Fresnoite is a rare barium titanium silicate mineral most famously found in the Sanbornite-bearing metamorphic rocks of California. It typically appears as small, lustrous yellow-orange crystals that exhibit a diagnostic bright yellow-green fluorescence under short-wave ultraviolet light.
Is this fresnoite?
5-step field checkRun through these checks against the specimen in your hand. The more boxes tick, the more confident the ID.
- 1Test the hardnessTry to scratch fresnoite with a known reference. Fresnoite sits at Mohs 3 — softer than the next harder reference, harder than the previous one.
- 2Check the streakDrag the specimen across an unglazed porcelain plate. Fresnoite leaves a white streak.
- 3Read the lusterHold the specimen under a strong light. Fresnoite typically shows a vitreous luster.
- 4Match the color rangeCompare against the expected color range: yellow, yellow-orange, colorless.
- 5Look at form & habitCrystal system: tetragonal. Typical habit: prismatic, tabular, or granular.
Often confused with
Fresnoite vs. its common look-alikes — and how to tell them apart in the field.
Often found alongside fresnoite
Minerals reported to co-occur with fresnoite. Spotting these in float or country rock is a strong cue you are in the right ground.
All properties
- Chemical formula
- Ba₂TiSi₂O₈
- Mohs hardness
- 3
- Density
- 4.05 g/cm³
- Streak
- White
- Luster
- Vitreous
- Transparency
- Transparent
- Crystal system
- Tetragonal
- Crystal habit
- Prismatic, Tabular, Or Granular
- Cleavage
- Distinct
- Fluorescence
- Bright Yellow-green Under SW UV
- Rarity
- Rare
- Uses
- Collector, Scientific Research
- Host rock
- Metamorphosed Limestone Inclusions in Sanbornite-bearing Rocks
- Typical price
- $50-500 thumbnail, $300-2000 cabinet
Where rockhounds find fresnoite
Classic worldwide localities
- Big Creek-Rush Creek area, California, USA
- Khibiny Massif, Russia
- Kola Peninsula, Russia
Field-hunting tip
Look in metamorphosed limestone inclusions in sanbornite-bearing rocks country — that is the host setting where fresnoite typically forms. If you start seeing benitoite, neptunite, sanbornite in float, you are in the right ground. Field specimens usually show a prismatic, tabular, or granular habit, so train your eye for that shape before scanning the outcrop.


__Assignment__:
Search the data for "icon". Each line containing it is to be copied.
***** Exercise inputs
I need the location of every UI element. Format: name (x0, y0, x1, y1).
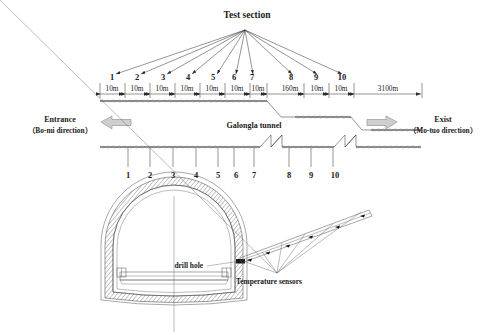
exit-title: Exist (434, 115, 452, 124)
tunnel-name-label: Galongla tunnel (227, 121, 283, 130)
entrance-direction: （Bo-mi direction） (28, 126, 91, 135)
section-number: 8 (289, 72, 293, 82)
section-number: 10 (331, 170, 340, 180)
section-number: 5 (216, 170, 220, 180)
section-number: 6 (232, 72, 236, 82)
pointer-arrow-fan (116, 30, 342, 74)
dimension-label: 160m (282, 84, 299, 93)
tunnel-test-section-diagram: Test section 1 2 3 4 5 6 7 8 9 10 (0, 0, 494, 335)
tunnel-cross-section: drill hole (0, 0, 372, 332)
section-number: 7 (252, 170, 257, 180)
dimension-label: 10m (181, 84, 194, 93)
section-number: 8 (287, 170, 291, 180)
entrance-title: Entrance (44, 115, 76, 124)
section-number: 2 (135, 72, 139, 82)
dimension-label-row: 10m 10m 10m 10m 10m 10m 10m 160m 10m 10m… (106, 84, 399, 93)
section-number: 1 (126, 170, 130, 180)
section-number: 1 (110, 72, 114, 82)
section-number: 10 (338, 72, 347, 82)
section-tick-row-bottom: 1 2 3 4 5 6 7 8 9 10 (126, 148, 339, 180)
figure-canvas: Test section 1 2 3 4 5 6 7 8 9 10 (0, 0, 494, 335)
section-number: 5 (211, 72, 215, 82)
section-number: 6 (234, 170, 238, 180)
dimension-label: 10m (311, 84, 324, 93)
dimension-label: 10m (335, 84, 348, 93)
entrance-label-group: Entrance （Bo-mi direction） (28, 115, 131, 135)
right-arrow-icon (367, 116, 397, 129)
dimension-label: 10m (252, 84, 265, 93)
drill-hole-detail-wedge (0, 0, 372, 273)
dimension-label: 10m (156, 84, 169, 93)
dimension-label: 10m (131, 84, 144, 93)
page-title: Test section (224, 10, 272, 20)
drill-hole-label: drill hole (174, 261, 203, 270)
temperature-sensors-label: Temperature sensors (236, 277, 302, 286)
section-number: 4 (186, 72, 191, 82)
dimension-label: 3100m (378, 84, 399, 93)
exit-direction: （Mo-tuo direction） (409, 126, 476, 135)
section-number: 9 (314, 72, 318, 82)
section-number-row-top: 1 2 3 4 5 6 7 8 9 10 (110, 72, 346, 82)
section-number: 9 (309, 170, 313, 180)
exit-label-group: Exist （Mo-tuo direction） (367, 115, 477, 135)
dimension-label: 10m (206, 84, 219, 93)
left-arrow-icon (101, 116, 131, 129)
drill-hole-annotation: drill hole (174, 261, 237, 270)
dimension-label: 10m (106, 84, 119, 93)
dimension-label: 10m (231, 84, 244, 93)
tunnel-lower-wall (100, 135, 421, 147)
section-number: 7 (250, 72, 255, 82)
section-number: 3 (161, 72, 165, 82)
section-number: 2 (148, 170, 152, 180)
**********
***** Exercise inputs
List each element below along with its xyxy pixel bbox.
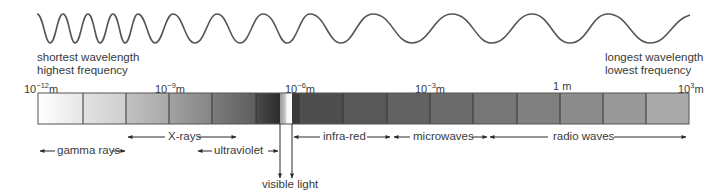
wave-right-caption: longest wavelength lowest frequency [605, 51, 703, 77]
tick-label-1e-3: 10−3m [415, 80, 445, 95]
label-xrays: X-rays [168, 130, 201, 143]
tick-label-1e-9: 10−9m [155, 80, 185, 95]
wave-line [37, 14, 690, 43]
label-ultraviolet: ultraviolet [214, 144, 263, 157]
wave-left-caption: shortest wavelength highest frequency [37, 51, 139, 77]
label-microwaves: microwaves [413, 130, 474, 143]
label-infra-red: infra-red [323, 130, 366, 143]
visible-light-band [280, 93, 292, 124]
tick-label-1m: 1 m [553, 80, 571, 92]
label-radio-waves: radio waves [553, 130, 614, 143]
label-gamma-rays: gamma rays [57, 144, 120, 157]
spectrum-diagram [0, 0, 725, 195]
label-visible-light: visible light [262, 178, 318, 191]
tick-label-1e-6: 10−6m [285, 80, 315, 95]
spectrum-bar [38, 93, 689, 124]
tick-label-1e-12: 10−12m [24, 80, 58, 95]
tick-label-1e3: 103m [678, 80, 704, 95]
**********
__Solution for this exercise__:
right-arrow-icon (367, 116, 397, 129)
left-arrow-icon (101, 116, 131, 129)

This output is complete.